Yet, despite the depths that journalism has reached in the United States and across the Western world, I still believe in its principles. Indeed, the only ism that I do believe in is journalism, which you might define as the assembling of facts within a framework of common sense and presented in a way that the average person can understand.
But I especially don't like the piling-on "ha-ha" tendencies of today's media. Whenever someone gets demonized and that demonization influences how information is handled, that's where the worst violations of journalistic principles usually occur.
Recently, I've applied that skepticism in evaluating claims about Russian guilt in the 2014 shoot-down of Malaysia Airlines Flight 17 from British blogger Eliot Higgins and Australia's "60 Minutes" or in assessing the extravagant accusations about the Ukraine crisis from U.S. Ambassador to the United Nations Samantha Power.
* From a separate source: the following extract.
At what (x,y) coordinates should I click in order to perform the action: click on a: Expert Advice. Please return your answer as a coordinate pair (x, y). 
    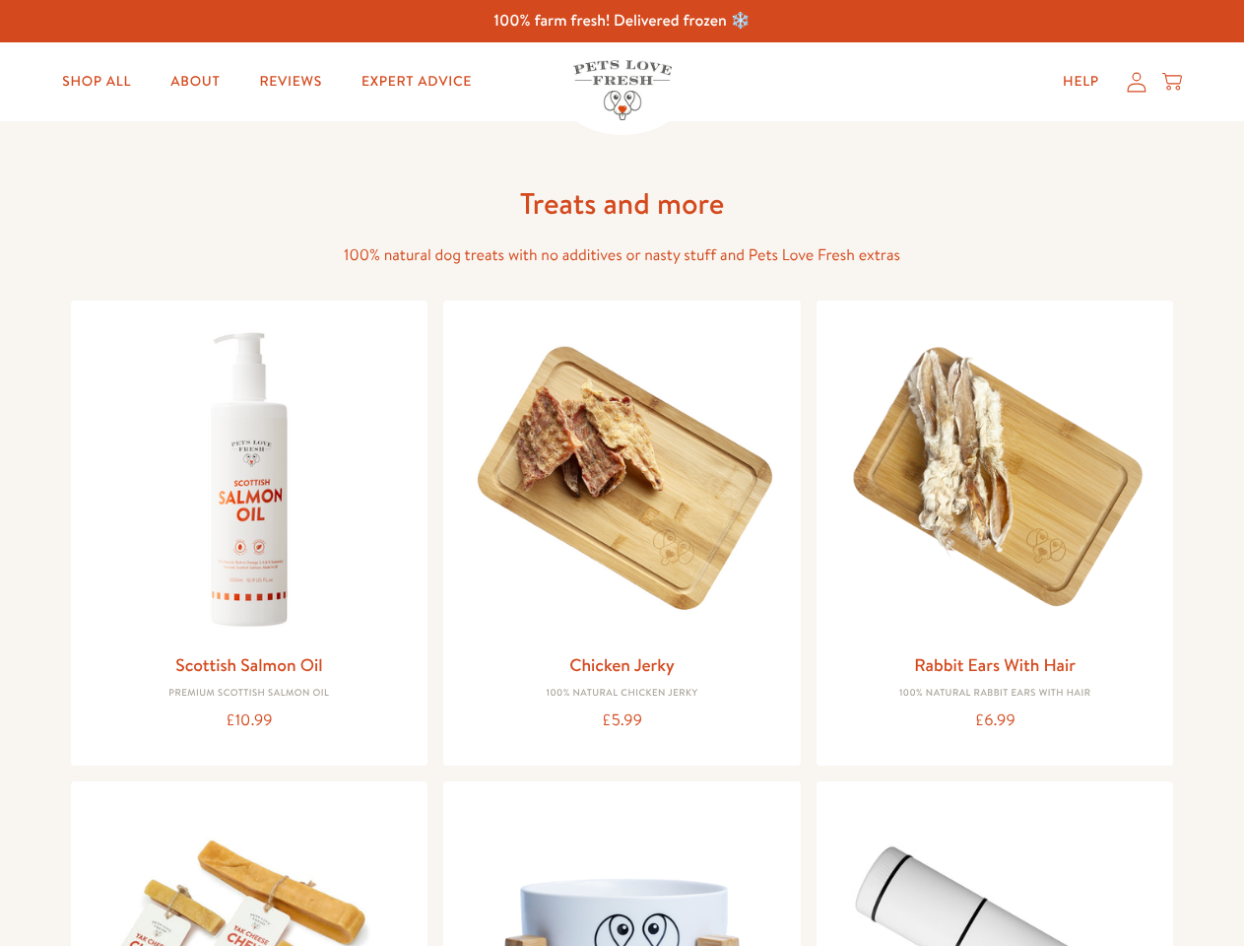
    Looking at the image, I should click on (417, 82).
But the same journalistic principles apply in more mundane matters like the NFL's harsh punishment of New England Patriots quarterback Tom Brady in the overblown "Deflategate" case. Many Americans hate Brady and the Patriots, creating an atmosphere in which accusations are readily accepted even if the evidence is weak or manipulated.
While I would argue that my journalism is consistent in this way, I know it tends to offend people who have reached contrary conclusions and don't want to rethink them -- or others who have a stake in the conventional wisdom. Then, I usually get accused of being someone's apologist -- a "Sandinista apologist"; an "Al Gore apologist"; a "Saddam apologist"; a "Putin apologist"; or a "Brady apologist."
But it's really that I just don't like the "big ha-ha!"